How to prevent mail to non-existent accounts

Ian Donaldson rcodi at chudich.co.rmit.oz
Fri Jul 14 11:54:36 AEST 1989


>From article <11680 at cgl.ucsf.EDU>, by gregc at cgl.ucsf.edu (Greg Couch):
> A bit of background:  we share a password file amoung several 4.3 systems
> and restrict access to a particular system by having login fail if the
> user doesn't have a home directory on that system.  Thus we don't want
> users to get mail on machines they can't access.
> 
> Enclosed is a small enhancement to reject mail to users that don't have
> home directories.  Depending on how your site manages accounts, you might
> want to disable mail to users with non-standard shells or to users whose
> password entry is "*" or somesuch.

A related problem is when one of the disks containing the users' home
directory drops dead and the machine is brought up without that disk
online.  The ".forward" files that users' have aren't accessable anymore,
so the mail ends up in /usr/spool/mail.  When the disk then come
up, and the home directories return, the ".forward" files do also, and
people wonder (on other machines) where their mail went to...

This fix would cause such mail to bounce, which at least tells somebody
(the sender) what has happened to it.

What I think would be preferable in this case is for the mail to be held-over
(in /usr/spool/mqueue) until the home directory of the recipient can 
be accessed, so that a ".forward" file can be searched for.

I think that the fix in this article should involve something along the
lines of... if /usr/spool/mail/user is mode 000 then no mail should
be receiveable for that user on this machine, and so bounce the mail.

This makes it easy to tune... just create a mail box file, mode 000
for such users!  Put some crap in it if you have scripts that clean
out empty mail boxes upon reboot...

If the user had a mailbox already there, then the user could even
turn off/on the feature himself via chmod(1) (since he owns the mailbox file)

The mod would probably go in BSD /bin/mail, to check for mode 000 files.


_Goal of the exercise_
Word for word, reproduce all of the entries shown below.

_Dataset rows about figures_
* * * * *

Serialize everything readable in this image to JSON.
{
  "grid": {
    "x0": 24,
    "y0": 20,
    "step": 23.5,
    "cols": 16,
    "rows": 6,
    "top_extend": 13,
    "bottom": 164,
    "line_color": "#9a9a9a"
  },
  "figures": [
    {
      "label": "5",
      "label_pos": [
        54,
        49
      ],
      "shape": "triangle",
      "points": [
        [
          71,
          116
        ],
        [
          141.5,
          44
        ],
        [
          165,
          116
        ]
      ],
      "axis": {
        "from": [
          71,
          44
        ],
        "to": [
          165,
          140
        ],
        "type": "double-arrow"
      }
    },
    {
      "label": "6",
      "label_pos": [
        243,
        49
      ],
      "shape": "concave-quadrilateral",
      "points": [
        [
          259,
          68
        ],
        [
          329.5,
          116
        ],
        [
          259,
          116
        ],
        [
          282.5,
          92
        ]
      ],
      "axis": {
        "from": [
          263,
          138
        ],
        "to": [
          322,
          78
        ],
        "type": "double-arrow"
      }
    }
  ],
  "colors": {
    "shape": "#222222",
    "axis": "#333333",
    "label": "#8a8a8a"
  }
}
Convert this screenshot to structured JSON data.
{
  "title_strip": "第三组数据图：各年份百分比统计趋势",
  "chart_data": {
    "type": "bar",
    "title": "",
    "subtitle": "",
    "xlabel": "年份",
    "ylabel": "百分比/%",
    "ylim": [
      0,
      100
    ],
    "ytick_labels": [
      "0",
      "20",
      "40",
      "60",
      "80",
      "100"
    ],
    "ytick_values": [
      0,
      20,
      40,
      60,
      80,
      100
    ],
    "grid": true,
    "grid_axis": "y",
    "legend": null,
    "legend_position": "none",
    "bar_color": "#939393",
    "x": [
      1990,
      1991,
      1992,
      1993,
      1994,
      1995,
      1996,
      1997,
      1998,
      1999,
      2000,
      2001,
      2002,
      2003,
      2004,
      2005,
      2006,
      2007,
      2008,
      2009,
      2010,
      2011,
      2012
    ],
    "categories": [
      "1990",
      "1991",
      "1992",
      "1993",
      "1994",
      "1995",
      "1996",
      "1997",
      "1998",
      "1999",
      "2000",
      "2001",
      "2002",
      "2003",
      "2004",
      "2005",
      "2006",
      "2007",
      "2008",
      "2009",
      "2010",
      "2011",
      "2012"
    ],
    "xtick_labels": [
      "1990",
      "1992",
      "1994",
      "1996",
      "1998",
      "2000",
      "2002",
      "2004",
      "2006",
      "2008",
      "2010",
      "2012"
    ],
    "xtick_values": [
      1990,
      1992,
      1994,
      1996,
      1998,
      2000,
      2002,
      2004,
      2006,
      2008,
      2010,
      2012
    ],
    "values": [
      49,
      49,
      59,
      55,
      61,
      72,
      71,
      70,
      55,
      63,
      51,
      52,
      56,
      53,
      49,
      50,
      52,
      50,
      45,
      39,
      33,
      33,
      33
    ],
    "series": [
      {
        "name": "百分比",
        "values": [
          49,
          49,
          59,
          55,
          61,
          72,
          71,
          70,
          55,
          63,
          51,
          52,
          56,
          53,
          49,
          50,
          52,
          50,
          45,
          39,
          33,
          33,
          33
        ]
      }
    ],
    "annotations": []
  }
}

* * * * *

_Task answer_
Serialize everything readable in this image to JSON.
{
  "grid": {
    "x0": 24,
    "y0": 20,
    "step": 23.5,
    "cols": 16,
    "rows": 6,
    "top_extend": 13,
    "bottom": 164,
    "line_color": "#9a9a9a"
  },
  "figures": [
    {
      "label": "5",
      "label_pos": [
        54,
        49
      ],
      "shape": "triangle",
      "points": [
        [
          71,
          116
        ],
        [
          141.5,
          44
        ],
        [
          165,
          116
        ]
      ],
      "axis": {
        "from": [
          71,
          44
        ],
        "to": [
          165,
          140
        ],
        "type": "double-arrow"
      }
    },
    {
      "label": "6",
      "label_pos": [
        243,
        49
      ],
      "shape": "concave-quadrilateral",
      "points": [
        [
          259,
          68
        ],
        [
          329.5,
          116
        ],
        [
          259,
          116
        ],
        [
          282.5,
          92
        ]
      ],
      "axis": {
        "from": [
          263,
          138
        ],
        "to": [
          322,
          78
        ],
        "type": "double-arrow"
      }
    }
  ],
  "colors": {
    "shape": "#222222",
    "axis": "#333333",
    "label": "#8a8a8a"
  }
}
Convert this screenshot to structured JSON data.
{
  "title_strip": "第三组数据图：各年份百分比统计趋势",
  "chart_data": {
    "type": "bar",
    "title": "",
    "subtitle": "",
    "xlabel": "年份",
    "ylabel": "百分比/%",
    "ylim": [
      0,
      100
    ],
    "ytick_labels": [
      "0",
      "20",
      "40",
      "60",
      "80",
      "100"
    ],
    "ytick_values": [
      0,
      20,
      40,
      60,
      80,
      100
    ],
    "grid": true,
    "grid_axis": "y",
    "legend": null,
    "legend_position": "none",
    "bar_color": "#939393",
    "x": [
      1990,
      1991,
      1992,
      1993,
      1994,
      1995,
      1996,
      1997,
      1998,
      1999,
      2000,
      2001,
      2002,
      2003,
      2004,
      2005,
      2006,
      2007,
      2008,
      2009,
      2010,
      2011,
      2012
    ],
    "categories": [
      "1990",
      "1991",
      "1992",
      "1993",
      "1994",
      "1995",
      "1996",
      "1997",
      "1998",
      "1999",
      "2000",
      "2001",
      "2002",
      "2003",
      "2004",
      "2005",
      "2006",
      "2007",
      "2008",
      "2009",
      "2010",
      "2011",
      "2012"
    ],
    "xtick_labels": [
      "1990",
      "1992",
      "1994",
      "1996",
      "1998",
      "2000",
      "2002",
      "2004",
      "2006",
      "2008",
      "2010",
      "2012"
    ],
    "xtick_values": [
      1990,
      1992,
      1994,
      1996,
      1998,
      2000,
      2002,
      2004,
      2006,
      2008,
      2010,
      2012
    ],
    "values": [
      49,
      49,
      59,
      55,
      61,
      72,
      71,
      70,
      55,
      63,
      51,
      52,
      56,
      53,
      49,
      50,
      52,
      50,
      45,
      39,
      33,
      33,
      33
    ],
    "series": [
      {
        "name": "百分比",
        "values": [
          49,
          49,
          59,
          55,
          61,
          72,
          71,
          70,
          55,
          63,
          51,
          52,
          56,
          53,
          49,
          50,
          52,
          50,
          45,
          39,
          33,
          33,
          33
        ]
      }
    ],
    "annotations": []
  }
}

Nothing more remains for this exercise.